Darinth
Darinth

Reputation: 510

Getting a constant from a GLSL shader

I have a shader written in GLSL with an array of structs for holding light data. I use a constant to declare the array size, as is good practice. Let's say this variable is declared as

const int NUM_POINT_LIGHTS = 100;

How can I use C++ to pull this data out of the shader, so that my C++ program knows exactly how many lights it has available to it? I've tried declaring it as

const uniform int NUM_POINT_LIGHTS = 100;

As expected, this didn't work (though oddly enough, it appears as though the uniform specification simply overrode the const specification, as the OpenGL complained that I was initializing an array with a non-const value). I also tried

const int NUM_POINT_LIGHTS = 100;
uniform numPointLights = NUM_POINT_LIGHTS;

This would work, except for the fact that GLSL optimizes away unused uniforms so I have to track glsl into thinking the uniform is used somehow in order to be able to get a hold of the data. I've not been able to find any other method to query a program to get a constant value. Does anybody have any ideas how I might be able to pull a constant out of a shader so my program to get information that is functionally encoded in the shader for it's use?

Upvotes: 6

Views: 3378

Answers (2)

Reto Koradi
Reto Koradi

Reputation: 54592

I don't think you can directly get the value of the constant. However, I figure you must use the value of the constant, most likely as the size of a uniform array. If that's the case, you can get the size of the uniform array, which indirectly gets you the value of the constant.

Say your shader contains something like this:

const int NUM_POINT_LIGHTS = 100;
uniform vec3 LightPositions[NUM_POINT_LIGHTS];

Then you can first get the index of this uniform:

const GLchar* uniformName = "LightPositions";
GLuint uniformIdx = 0;
glGetUniformIndices(program, 1, &uniformName, &uniformIdx);

Using this index, you can then retrieve attributes of this uniform:

const int nameLen = strlen("LightPositions") + 1;
const GLchar name[nameLen];
GLint uniformSize = 0;
GLenum uniformType = GL_NONE;
glGetActiveUniform(program, uniformIdx, nameLen, NULL,
                   &uniformSize, &uniformType, name);

uniformSize should then be the value of the NUM_POINT_LIGHTS constant. Note that I haven't tried this, but I hope I got the arguments right based on the documentation.

A somewhat ugly but possibly very practical solution is of course to parse the value out of the shader source code. Since you need to read it in anyway before passing it to glShaderSource(), picking out the constant value should be easy enough.

Yet another option, if your main goal is to avoid having the constant in multiple places, is to define it in your C++ code, and add the constant definition to the shader code dynamically after reading in the shader code, and before passing it go glShaderSource().

Upvotes: 9

BlamKiwi
BlamKiwi

Reputation: 2193

You can't just query a constant from a GLSL program. No such thing is defined in the GLSL spec.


The task:
The reply should contain each record below, returned exactly as given.

==========

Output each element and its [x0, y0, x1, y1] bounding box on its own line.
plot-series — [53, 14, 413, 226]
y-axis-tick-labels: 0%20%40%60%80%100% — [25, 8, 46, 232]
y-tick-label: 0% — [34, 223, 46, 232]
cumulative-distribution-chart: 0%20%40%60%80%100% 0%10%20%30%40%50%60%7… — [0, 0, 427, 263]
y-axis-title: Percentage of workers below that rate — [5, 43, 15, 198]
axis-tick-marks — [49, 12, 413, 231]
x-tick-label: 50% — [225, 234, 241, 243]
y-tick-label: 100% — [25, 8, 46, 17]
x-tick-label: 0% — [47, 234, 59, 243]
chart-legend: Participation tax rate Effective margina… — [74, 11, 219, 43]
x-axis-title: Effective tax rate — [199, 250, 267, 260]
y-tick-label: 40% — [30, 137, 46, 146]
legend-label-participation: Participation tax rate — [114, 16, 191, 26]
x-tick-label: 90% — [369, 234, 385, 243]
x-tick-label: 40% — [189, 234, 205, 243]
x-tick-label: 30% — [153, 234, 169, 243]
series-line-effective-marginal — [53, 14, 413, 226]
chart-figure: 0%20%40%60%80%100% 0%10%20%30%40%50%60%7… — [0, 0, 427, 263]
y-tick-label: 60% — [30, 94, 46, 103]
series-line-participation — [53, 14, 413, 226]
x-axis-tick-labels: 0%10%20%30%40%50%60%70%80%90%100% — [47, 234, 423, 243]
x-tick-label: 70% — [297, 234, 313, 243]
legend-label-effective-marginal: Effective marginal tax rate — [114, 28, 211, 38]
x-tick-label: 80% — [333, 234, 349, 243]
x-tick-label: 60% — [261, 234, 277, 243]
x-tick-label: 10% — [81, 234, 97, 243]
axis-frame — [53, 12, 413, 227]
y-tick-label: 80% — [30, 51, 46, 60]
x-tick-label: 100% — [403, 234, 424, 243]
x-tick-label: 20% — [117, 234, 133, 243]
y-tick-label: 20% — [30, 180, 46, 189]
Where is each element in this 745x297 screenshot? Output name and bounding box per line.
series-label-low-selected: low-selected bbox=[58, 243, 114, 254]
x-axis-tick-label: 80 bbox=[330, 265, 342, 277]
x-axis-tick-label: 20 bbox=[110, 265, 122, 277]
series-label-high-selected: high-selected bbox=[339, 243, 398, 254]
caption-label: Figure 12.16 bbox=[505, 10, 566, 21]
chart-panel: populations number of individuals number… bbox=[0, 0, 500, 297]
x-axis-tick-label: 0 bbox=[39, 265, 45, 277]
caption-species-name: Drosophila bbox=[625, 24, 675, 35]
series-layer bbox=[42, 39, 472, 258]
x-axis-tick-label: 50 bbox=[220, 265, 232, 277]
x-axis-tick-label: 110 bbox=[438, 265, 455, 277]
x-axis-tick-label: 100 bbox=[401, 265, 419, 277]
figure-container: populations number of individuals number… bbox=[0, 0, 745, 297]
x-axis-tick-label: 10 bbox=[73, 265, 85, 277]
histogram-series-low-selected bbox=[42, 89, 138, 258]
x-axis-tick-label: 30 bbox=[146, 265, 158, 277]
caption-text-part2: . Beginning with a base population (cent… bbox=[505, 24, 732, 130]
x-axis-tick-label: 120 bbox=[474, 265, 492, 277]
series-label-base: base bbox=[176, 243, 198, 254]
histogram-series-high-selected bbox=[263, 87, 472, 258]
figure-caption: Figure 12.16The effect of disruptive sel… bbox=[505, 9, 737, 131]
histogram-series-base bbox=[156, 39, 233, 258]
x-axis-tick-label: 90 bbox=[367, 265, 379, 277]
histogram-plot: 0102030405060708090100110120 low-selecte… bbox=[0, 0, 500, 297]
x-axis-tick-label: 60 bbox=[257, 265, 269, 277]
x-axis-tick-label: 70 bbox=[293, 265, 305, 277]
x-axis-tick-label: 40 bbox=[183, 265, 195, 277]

==========

Written answer:
Output each element and its [x0, y0, x1, y1] bounding box on its own line.
plot-series — [53, 14, 413, 226]
y-axis-tick-labels: 0%20%40%60%80%100% — [25, 8, 46, 232]
y-tick-label: 0% — [34, 223, 46, 232]
cumulative-distribution-chart: 0%20%40%60%80%100% 0%10%20%30%40%50%60%7… — [0, 0, 427, 263]
y-axis-title: Percentage of workers below that rate — [5, 43, 15, 198]
axis-tick-marks — [49, 12, 413, 231]
x-tick-label: 50% — [225, 234, 241, 243]
y-tick-label: 100% — [25, 8, 46, 17]
x-tick-label: 0% — [47, 234, 59, 243]
chart-legend: Participation tax rate Effective margina… — [74, 11, 219, 43]
x-axis-title: Effective tax rate — [199, 250, 267, 260]
y-tick-label: 40% — [30, 137, 46, 146]
legend-label-participation: Participation tax rate — [114, 16, 191, 26]
x-tick-label: 90% — [369, 234, 385, 243]
x-tick-label: 40% — [189, 234, 205, 243]
x-tick-label: 30% — [153, 234, 169, 243]
series-line-effective-marginal — [53, 14, 413, 226]
chart-figure: 0%20%40%60%80%100% 0%10%20%30%40%50%60%7… — [0, 0, 427, 263]
y-tick-label: 60% — [30, 94, 46, 103]
series-line-participation — [53, 14, 413, 226]
x-axis-tick-labels: 0%10%20%30%40%50%60%70%80%90%100% — [47, 234, 423, 243]
x-tick-label: 70% — [297, 234, 313, 243]
legend-label-effective-marginal: Effective marginal tax rate — [114, 28, 211, 38]
x-tick-label: 80% — [333, 234, 349, 243]
x-tick-label: 60% — [261, 234, 277, 243]
x-tick-label: 10% — [81, 234, 97, 243]
axis-frame — [53, 12, 413, 227]
y-tick-label: 80% — [30, 51, 46, 60]
x-tick-label: 100% — [403, 234, 424, 243]
x-tick-label: 20% — [117, 234, 133, 243]
y-tick-label: 20% — [30, 180, 46, 189]
Where is each element in this 745x297 screenshot? Output name and bounding box per line.
series-label-low-selected: low-selected bbox=[58, 243, 114, 254]
x-axis-tick-label: 80 bbox=[330, 265, 342, 277]
x-axis-tick-label: 20 bbox=[110, 265, 122, 277]
series-label-high-selected: high-selected bbox=[339, 243, 398, 254]
caption-label: Figure 12.16 bbox=[505, 10, 566, 21]
chart-panel: populations number of individuals number… bbox=[0, 0, 500, 297]
x-axis-tick-label: 0 bbox=[39, 265, 45, 277]
caption-species-name: Drosophila bbox=[625, 24, 675, 35]
series-layer bbox=[42, 39, 472, 258]
x-axis-tick-label: 50 bbox=[220, 265, 232, 277]
x-axis-tick-label: 110 bbox=[438, 265, 455, 277]
x-axis-tick-label: 100 bbox=[401, 265, 419, 277]
figure-container: populations number of individuals number… bbox=[0, 0, 745, 297]
x-axis-tick-label: 10 bbox=[73, 265, 85, 277]
histogram-series-low-selected bbox=[42, 89, 138, 258]
x-axis-tick-label: 30 bbox=[146, 265, 158, 277]
caption-text-part2: . Beginning with a base population (cent… bbox=[505, 24, 732, 130]
x-axis-tick-label: 120 bbox=[474, 265, 492, 277]
series-label-base: base bbox=[176, 243, 198, 254]
histogram-series-high-selected bbox=[263, 87, 472, 258]
figure-caption: Figure 12.16The effect of disruptive sel… bbox=[505, 9, 737, 131]
histogram-series-base bbox=[156, 39, 233, 258]
x-axis-tick-label: 90 bbox=[367, 265, 379, 277]
histogram-plot: 0102030405060708090100110120 low-selecte… bbox=[0, 0, 500, 297]
x-axis-tick-label: 60 bbox=[257, 265, 269, 277]
x-axis-tick-label: 70 bbox=[293, 265, 305, 277]
x-axis-tick-label: 40 bbox=[183, 265, 195, 277]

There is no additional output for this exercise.